Buy gold jewelry: 8 yuan per gram,

Cloth used for making clothes, etc.: one dollar per foot;

Buy fruit: one yuan, four pounds, candy: one yuan, three pounds.

Rice: one yuan six to seven catties, vegetables: one yuan fifty catties;

Rent for two bedrooms, one bathroom and one kitchen: One yuan can pay about 20 days’ rent.

Tuition fee: one yuan for first grade students, one yuan and eighty cents for fifth grade students.

To marry a wife, you can borrow money from neighbors, relatives and friends, ranging from one yuan to two yuan, and you can almost pay it back in the coming year.

Families without wives use it to buy meat in daily life and as pocket money during holidays and festivals, and most of them have a slight surplus.

: In Zhengzhou in 1961, refined flour cost cents per catty, standard rice flour cost cents, polished rice cost cents per catty, millet cost cents per catty, peanut oil cost cents per catty, and pork cost cents per catty. . And in

In Tianjin in 1961, the price of beef was 1965 cents per catty and the price of mutton was 1964 cents per catty. In Zhengzhou in , cucumbers cost about cents per catty, and green onions cost about and a half cents per catty. In Tianjin in , crucian carp cost cents per catty, white rice and shrimp cost cents per catty, and sea crabs cost cents per catty. These prices were a microcosm of national prices at that time.

At this price level, if you walk around with a dollar in your hand, you can theoretically buy something generously. The scene of "cheap things in the 1960s" also makes many young friends look forward to it. But the question is, was this dollar really so easy to get back then?

Similarly, when talking about the purchasing power of a dollar, you also have to look at the salary at that time.

According to the "China Statistical Yearbook", in 1960, the average annual salary of employees in China's nationally owned units was only 528 yuan, which was only 44 yuan per month. This was still considered a "high-income" family at that time. Statistics from the Zhejiang Provincial Archives show that in the 1960s, the salary of Linping Stone Factory employees was 29 yuan, and the monthly wages of workers at Xianlin Steel Factory were mostly 15 to 30 yuan. Income in rural areas is even lower. In 1959, the average annual income of rural residents in China was only 69 yuan, which increased to about 90 yuan in the following years.

At this level of income, even when compared with the seemingly "cheap" prices, it is really not affluent. Especially in rural areas at that time, one dollar could be said to be a lot of money.

And, even in the sixties, not all items were

"Cheap". Take eggs, for example. The price of eggs in Zhengzhou in 1961 was one yuan and pounds. Bibi is indeed "cheap" today, but at that time, Li Zhenxi and his brother could not buy a pound of eggs with a week's worth of food. At that time, eggs were as precious as eggs, just like the old man driving a car in the city sighed: "I have forgotten whether eggs are round or square" in his famous work "Annual Rings", which reflects the urban life in Northeast China in the s.

At that time, even for families with better conditions, it was considered an absolutely happy moment to eat an egg.

The price of industrial products was even more expensive at that time, such as typical bicycles. picture

The price of famous brand bicycles such as "Forever", "Phoenix" and "Feige" has remained above 120 yuan for a long time, which is equivalent to three months' salary of "state-owned enterprise employees". If there are a few bicycles (mostly borrowed) to pick up the bride at the wedding, it will feel like riding in a luxury car. In the movie "Sunny Days", the scene of young men riding bicycles in the city of Beijing in the 1960s is basically the "professional" of wealthy people.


### ASSIGNMENT
Produce word for word the lines of the data below running from the one that has "Image is 868x404 pixels." to the one that has "Image is 644x308 pixels.", inclusive, and no others.

### Excerpts from a dataset

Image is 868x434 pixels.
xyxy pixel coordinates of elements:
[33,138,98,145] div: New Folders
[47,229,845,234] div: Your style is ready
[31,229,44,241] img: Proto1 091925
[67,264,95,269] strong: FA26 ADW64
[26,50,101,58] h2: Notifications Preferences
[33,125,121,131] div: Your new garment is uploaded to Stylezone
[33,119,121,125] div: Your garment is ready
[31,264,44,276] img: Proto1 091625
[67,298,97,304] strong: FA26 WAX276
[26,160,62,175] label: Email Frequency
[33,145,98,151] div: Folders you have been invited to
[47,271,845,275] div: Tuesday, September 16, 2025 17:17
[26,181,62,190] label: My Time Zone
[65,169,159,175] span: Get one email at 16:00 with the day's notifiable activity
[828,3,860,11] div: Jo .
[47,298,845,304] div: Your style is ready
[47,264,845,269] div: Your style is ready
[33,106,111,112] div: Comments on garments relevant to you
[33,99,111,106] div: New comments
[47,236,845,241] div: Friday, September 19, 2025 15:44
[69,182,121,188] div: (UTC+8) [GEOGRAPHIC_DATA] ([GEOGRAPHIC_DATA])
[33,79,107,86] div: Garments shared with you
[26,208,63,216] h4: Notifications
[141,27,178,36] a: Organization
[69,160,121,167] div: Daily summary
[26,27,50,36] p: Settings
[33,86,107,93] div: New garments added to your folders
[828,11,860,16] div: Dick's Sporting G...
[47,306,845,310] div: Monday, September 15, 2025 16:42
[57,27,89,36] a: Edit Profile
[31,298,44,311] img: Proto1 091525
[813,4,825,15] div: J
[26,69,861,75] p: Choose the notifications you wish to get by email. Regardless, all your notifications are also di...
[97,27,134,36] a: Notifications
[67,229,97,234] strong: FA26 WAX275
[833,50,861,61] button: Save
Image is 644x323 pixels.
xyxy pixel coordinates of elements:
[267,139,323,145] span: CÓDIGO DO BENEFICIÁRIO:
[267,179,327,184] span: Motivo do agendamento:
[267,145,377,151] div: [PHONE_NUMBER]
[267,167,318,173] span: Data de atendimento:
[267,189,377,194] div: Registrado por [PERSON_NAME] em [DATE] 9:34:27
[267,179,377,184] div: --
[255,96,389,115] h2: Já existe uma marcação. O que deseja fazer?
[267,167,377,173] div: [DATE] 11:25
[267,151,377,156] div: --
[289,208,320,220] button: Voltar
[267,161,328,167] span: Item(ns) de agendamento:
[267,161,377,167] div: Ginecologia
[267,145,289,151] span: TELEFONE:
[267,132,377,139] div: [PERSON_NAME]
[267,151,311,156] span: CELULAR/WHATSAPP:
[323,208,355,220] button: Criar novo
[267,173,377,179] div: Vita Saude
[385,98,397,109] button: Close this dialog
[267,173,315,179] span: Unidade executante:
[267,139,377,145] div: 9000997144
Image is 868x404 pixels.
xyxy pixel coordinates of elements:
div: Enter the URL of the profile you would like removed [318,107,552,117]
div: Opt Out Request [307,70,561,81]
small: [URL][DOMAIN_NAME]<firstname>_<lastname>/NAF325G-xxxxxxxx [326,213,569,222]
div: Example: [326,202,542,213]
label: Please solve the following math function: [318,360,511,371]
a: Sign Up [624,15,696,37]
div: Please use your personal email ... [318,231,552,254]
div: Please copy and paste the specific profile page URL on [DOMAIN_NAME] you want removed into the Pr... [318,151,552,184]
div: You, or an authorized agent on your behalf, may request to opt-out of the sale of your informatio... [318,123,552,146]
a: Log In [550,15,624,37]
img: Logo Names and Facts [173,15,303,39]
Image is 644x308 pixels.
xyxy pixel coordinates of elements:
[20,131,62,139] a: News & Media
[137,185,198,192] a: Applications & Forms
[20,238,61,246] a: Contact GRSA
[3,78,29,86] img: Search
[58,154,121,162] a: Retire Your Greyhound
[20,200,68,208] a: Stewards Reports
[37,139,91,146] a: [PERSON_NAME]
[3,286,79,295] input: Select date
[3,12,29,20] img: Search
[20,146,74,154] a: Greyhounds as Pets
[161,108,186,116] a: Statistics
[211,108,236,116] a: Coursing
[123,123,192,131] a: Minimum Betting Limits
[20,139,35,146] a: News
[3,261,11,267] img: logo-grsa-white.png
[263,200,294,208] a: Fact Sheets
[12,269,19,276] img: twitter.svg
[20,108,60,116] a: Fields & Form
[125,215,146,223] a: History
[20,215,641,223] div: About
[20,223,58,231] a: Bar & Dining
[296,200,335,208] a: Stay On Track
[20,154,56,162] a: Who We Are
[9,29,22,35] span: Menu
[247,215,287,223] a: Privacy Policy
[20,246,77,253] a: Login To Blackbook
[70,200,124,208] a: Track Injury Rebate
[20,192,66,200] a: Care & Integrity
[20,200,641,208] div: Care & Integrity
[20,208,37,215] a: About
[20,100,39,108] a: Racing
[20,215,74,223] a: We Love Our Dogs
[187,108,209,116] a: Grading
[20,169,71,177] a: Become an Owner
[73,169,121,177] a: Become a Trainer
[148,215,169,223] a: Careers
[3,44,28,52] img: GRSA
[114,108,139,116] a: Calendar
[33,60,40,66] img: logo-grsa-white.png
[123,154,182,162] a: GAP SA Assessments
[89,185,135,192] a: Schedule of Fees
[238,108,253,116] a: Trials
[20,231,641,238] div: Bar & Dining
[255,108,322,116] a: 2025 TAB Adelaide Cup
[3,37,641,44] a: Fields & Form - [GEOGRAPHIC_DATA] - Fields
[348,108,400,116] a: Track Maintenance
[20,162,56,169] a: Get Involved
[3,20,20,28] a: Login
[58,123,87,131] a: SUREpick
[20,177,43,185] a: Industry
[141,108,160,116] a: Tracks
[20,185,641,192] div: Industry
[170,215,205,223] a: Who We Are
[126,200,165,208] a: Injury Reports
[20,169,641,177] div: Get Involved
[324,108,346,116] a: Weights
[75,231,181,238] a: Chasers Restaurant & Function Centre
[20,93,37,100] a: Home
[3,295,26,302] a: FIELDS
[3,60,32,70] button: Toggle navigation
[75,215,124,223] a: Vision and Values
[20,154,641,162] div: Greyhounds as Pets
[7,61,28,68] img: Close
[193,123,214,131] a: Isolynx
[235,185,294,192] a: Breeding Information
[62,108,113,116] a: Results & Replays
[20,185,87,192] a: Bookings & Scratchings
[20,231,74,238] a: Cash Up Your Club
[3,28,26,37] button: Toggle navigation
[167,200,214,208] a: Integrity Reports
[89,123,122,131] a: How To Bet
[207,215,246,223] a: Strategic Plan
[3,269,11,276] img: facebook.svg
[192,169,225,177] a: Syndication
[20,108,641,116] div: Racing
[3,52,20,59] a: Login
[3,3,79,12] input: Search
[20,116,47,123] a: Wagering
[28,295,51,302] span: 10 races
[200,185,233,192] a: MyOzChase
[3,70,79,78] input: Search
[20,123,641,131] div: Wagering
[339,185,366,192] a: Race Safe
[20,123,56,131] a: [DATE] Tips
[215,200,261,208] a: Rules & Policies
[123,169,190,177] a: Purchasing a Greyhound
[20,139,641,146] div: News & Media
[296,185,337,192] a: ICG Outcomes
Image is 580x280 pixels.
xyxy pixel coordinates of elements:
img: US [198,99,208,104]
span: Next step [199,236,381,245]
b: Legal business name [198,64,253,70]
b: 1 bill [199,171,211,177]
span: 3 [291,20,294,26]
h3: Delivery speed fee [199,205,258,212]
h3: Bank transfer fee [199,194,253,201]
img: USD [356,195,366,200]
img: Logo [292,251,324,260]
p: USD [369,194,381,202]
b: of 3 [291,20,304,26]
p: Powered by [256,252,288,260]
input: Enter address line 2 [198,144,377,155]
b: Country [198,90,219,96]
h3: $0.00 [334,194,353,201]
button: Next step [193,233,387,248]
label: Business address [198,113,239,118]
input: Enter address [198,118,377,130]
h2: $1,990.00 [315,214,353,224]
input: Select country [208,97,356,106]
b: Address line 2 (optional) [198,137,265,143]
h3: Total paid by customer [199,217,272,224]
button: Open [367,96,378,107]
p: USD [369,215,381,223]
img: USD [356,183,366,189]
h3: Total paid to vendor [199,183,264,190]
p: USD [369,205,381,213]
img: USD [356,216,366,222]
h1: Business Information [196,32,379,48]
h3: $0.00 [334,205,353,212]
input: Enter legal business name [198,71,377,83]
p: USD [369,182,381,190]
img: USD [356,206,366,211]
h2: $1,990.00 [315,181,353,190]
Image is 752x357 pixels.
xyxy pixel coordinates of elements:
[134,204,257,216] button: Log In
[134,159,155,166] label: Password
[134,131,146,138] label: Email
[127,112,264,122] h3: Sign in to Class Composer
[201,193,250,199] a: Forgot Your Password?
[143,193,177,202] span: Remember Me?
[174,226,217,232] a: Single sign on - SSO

### ANSWER BOX
Image is 868x404 pixels.
xyxy pixel coordinates of elements:
div: Enter the URL of the profile you would like removed [318,107,552,117]
div: Opt Out Request [307,70,561,81]
small: [URL][DOMAIN_NAME]<firstname>_<lastname>/NAF325G-xxxxxxxx [326,213,569,222]
div: Example: [326,202,542,213]
label: Please solve the following math function: [318,360,511,371]
a: Sign Up [624,15,696,37]
div: Please use your personal email ... [318,231,552,254]
div: Please copy and paste the specific profile page URL on [DOMAIN_NAME] you want removed into the Pr... [318,151,552,184]
div: You, or an authorized agent on your behalf, may request to opt-out of the sale of your informatio... [318,123,552,146]
a: Log In [550,15,624,37]
img: Logo Names and Facts [173,15,303,39]
Image is 644x308 pixels.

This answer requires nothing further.